---
title: "Trump's triumphal arch advances, teeing up a fight over Washington's height limits"
description: "A grand triumphal arch that President Trump wants built near Arlington cleared a preliminary review this week, moving the project forward while leaving unresolved a fundamental question: whether the century-old law that keeps Washington's skyline low applies to a monument this tall."
category: "U.S."
category_url: https://herald.la/category/us
author: "Elias Rosen"
published: 2026-07-10T04:52:00.000Z
updated: 2026-07-10T04:52:00.000Z
canonical: https://herald.la/article/trumps-triumphal-arch-advances-teeing-up-a-fight-over-washingtons-height-limits
tags: ["washington-dc", "monuments", "trump", "arlington", "architecture"]
---
# Trump's triumphal arch advances, teeing up a fight over Washington's height limits

A grand triumphal arch that President Trump wants built near Arlington cleared a preliminary review this week, moving the project forward while leaving unresolved a fundamental question: whether the century-old law that keeps Washington's skyline low applies to a monument this tall.

A monument that President Trump has championed for the nation's 250th anniversary took another step forward this week, and with it came a debate over the rules that have long governed how tall anything in Washington can be.

## What happened

The National Capital Planning Commission gave the proposed arch a preliminary approval, advancing it while flagging design and legal questions still to be settled, [NPR reported](https://www.npr.org/2026/07/09/nx-s1-5884728/trump-arch-height-act-commission-meeting). The vote clears a procedural hurdle but is not the final word; the commission set a later meeting, expected in the fall, to weigh full approval, [ABC News reported](https://abcnews.com/Politics/trumps-proposed-arch-gets-preliminary-approval-key-agency/story?id=134633167).

## A very tall arch

The plan is for a large triumphal arch near the Virginia end of Memorial Bridge, close to Arlington National Cemetery, and, at a proposed height of about 250 feet, it would tower over much of the capital's monumental core, [ABC News reported](https://abcnews.com/Politics/trumps-proposed-arch-gets-preliminary-approval-key-agency/story?id=134633167). That height is the crux of the controversy.

## The height-limit question

Washington's low, horizontal skyline is not an accident; it is protected by the Height of Buildings Act of 1910, which caps how tall structures can be. The Trump administration's Interior Department has argued that the law does not apply to federal buildings, while the planning commission has historically taken the opposite view, that the limit is binding, [the Washington Times reported](https://www.washingtontimes.com/news/2026/jul/9/trump-triumphal-arch-wins-early-approval-national-capital-planning/). Commissioners floated a possible redesign that would shift the arch's proportions to fit within the limit while keeping its overall height, and deferred a formal ruling on whether the act applies.

## Support and opposition

The project has drawn sharp objections, including from veterans and Gold Star families who worry it would intrude on the solemnity and sight lines of Arlington, and who question both the design and the process, [ABC News reported](https://abcnews.com/Politics/trumps-proposed-arch-gets-preliminary-approval-key-agency/story?id=134633167). Supporters, including the commission's leadership, have emphasized the importance of commemorating the country's 250th year, without necessarily endorsing every detail of the plan. A separate design review body signed off on the concept earlier this year.

## What's next

Several steps remain before anything is built, including further federal reviews and the commission's final vote in the fall, and no public cost estimate has been released, [the Washington Times reported](https://www.washingtontimes.com/news/2026/jul/9/trump-triumphal-arch-wins-early-approval-national-capital-planning/). For now, the arch is advancing, and with it a genuinely consequential question about whether a monument can rise above the rules that have kept the capital's skyline low for more than a century.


— TO DO —
Check each line of the data below for the word "Sometimes", then extract the ones that have it.

— RECORDS FOR THE TASK —
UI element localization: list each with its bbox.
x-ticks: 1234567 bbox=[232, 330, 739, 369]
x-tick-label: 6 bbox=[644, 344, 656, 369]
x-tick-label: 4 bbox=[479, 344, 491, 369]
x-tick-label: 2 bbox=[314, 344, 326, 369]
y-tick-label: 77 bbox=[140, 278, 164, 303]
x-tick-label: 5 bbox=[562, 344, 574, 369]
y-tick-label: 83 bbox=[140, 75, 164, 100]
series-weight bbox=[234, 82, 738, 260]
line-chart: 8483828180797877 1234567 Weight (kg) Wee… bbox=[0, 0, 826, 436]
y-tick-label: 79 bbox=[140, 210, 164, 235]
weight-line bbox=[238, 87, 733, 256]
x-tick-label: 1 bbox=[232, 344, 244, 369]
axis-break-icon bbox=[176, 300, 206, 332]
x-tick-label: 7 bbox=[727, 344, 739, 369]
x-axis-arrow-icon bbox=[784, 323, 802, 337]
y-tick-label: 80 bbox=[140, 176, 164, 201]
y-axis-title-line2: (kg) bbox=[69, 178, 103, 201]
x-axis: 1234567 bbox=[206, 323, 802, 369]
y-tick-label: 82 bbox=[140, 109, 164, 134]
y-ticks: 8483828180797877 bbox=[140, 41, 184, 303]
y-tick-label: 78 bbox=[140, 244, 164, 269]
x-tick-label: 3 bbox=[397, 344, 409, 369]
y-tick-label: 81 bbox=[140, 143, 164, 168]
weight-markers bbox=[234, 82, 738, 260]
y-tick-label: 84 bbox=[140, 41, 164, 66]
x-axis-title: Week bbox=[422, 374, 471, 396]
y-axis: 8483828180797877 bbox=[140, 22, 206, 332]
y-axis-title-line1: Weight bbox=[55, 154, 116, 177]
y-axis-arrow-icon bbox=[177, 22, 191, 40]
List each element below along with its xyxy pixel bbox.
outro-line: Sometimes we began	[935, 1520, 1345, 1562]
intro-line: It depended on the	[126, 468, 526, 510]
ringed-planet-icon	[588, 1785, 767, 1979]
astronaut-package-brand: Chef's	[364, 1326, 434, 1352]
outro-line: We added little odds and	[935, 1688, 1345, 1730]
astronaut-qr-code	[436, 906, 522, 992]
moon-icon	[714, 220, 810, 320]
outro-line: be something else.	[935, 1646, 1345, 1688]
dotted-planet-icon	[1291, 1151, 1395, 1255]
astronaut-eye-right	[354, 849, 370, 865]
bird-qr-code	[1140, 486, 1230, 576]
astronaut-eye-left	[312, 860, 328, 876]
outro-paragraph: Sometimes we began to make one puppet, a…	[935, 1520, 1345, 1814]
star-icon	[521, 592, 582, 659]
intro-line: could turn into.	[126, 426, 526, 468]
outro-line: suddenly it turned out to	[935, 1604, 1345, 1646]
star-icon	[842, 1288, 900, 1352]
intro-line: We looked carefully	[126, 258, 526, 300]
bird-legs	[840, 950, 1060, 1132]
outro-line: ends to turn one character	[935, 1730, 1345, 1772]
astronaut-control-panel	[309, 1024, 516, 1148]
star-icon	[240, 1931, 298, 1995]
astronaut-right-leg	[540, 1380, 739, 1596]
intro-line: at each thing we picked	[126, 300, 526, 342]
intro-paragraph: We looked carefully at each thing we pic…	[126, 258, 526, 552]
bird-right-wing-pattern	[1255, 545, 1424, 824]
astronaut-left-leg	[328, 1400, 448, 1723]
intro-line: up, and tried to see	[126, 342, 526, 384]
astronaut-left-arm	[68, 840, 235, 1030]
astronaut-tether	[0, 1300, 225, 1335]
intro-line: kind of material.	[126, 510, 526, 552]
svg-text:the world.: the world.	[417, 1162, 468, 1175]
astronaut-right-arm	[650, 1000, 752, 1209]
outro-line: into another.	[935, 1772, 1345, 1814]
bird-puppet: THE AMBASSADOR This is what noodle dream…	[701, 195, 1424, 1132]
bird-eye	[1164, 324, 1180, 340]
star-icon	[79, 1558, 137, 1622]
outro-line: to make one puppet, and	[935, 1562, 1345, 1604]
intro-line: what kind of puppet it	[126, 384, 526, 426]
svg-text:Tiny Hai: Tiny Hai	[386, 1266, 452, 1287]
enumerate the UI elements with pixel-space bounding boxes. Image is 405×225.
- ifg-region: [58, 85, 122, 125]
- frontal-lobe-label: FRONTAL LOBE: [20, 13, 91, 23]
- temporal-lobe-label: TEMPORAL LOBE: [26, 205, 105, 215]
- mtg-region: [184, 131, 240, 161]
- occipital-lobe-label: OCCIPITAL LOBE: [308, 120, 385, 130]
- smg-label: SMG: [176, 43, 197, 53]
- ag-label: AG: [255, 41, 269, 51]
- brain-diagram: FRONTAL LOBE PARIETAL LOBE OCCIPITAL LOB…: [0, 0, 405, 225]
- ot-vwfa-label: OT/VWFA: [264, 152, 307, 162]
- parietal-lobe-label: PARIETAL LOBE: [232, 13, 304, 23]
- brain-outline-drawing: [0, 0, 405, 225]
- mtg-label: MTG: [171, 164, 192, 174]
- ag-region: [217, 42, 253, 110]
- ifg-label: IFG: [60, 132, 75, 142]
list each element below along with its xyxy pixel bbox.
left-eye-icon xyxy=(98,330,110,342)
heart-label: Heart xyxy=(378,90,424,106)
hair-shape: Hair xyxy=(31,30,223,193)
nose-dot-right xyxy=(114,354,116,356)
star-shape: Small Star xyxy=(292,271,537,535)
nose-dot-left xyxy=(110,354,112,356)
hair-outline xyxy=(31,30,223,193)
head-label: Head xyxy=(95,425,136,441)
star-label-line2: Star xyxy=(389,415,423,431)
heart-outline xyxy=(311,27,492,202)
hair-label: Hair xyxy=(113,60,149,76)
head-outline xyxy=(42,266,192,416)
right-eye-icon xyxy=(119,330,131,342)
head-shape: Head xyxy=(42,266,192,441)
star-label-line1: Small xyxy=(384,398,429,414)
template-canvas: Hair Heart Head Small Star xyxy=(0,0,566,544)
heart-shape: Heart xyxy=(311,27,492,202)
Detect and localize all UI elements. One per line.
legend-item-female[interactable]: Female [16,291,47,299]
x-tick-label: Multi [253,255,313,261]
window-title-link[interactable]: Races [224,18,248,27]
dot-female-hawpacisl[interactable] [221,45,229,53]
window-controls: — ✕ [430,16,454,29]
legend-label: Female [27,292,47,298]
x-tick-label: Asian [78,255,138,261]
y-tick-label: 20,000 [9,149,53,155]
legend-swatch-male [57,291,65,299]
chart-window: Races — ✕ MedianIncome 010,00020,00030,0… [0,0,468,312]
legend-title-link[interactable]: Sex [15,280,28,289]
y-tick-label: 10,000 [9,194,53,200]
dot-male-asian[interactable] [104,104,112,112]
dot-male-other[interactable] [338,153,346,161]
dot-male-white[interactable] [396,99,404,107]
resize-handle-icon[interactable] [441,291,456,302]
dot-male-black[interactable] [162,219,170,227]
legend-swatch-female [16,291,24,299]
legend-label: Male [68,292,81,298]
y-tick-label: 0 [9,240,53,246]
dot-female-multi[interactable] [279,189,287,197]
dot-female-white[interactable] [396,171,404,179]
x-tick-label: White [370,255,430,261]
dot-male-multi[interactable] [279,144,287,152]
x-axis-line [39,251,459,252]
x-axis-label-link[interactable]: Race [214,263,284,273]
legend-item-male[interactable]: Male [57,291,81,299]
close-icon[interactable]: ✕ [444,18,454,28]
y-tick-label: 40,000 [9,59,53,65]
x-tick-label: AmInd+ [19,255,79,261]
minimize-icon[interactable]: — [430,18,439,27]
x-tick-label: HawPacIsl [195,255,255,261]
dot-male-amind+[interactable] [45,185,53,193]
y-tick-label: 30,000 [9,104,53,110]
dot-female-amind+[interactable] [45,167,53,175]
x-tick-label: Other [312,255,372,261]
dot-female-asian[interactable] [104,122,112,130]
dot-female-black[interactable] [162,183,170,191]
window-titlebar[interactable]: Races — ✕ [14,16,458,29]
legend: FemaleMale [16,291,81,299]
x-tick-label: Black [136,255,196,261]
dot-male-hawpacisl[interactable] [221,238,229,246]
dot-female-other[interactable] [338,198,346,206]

— RESPONSE TO THE EXERCISE —
outro-line: Sometimes we began	[935, 1520, 1345, 1562]
outro-paragraph: Sometimes we began to make one puppet, a…	[935, 1520, 1345, 1814]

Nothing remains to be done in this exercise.